Notice that that from either of these functions, a suggestion will be given, since they will redirect to a simpler function, until only the most common words are given as outputs in case no other match is made.

The last step is to build a function that chooses from which predfunction to start with, in order to save time (and avoid an error message). This function will be quiet simple, and will only take the input phrase, see how many words it has, and choose the pred function accordingly: pred2if only one word is given, pred3 if only two words are given, and pred4if 3 or more words are given. This function will also suggest the most common three words in case the input is empty. This function will start cleaning the prhase so that when the input goes into the pred functions, a match can be made. Since the function that will be directly used will be this predictText() function, there is no need to repeat the text cleaning procedure in the pred functions.

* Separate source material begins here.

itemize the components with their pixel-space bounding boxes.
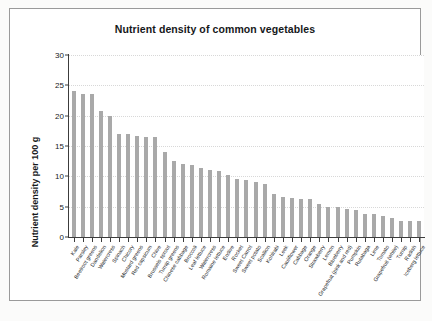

predictText <- function(Input){
     # First, clean the text
     textInput <- tolower(Input)
     textInput <- gsub("[0-9]", "", textInput)
     textInput <- gsub("'", "", textInput)
     textInput <- str_replace_all(textInput, "[^[:alnum:]]", " ")
     textInput <- str_squish(textInput)
     # Now, count the number of words in the phrase
     inputLength <- str_count(textInput, '\\w+')
     if(inputLength == 0){
          top3
     } else if(inputLength == 1){
          pred2(textInput)
     } else if(inputLength == 2){
          pred3(textInput)
     } else {
          pred4(textInput)
     }
}

So that’s our function for getting a prediction for the next word from our text prediction.

Shiny App

For the Shiny Application, we are going to call our functions, as well as our ngram data bases from which our functions extract the data to make a prediction about which word comes after the phrase or words we’ve just written. We’ll also present a pitch presentation for our app showing why it’s needed, and overall, how it works.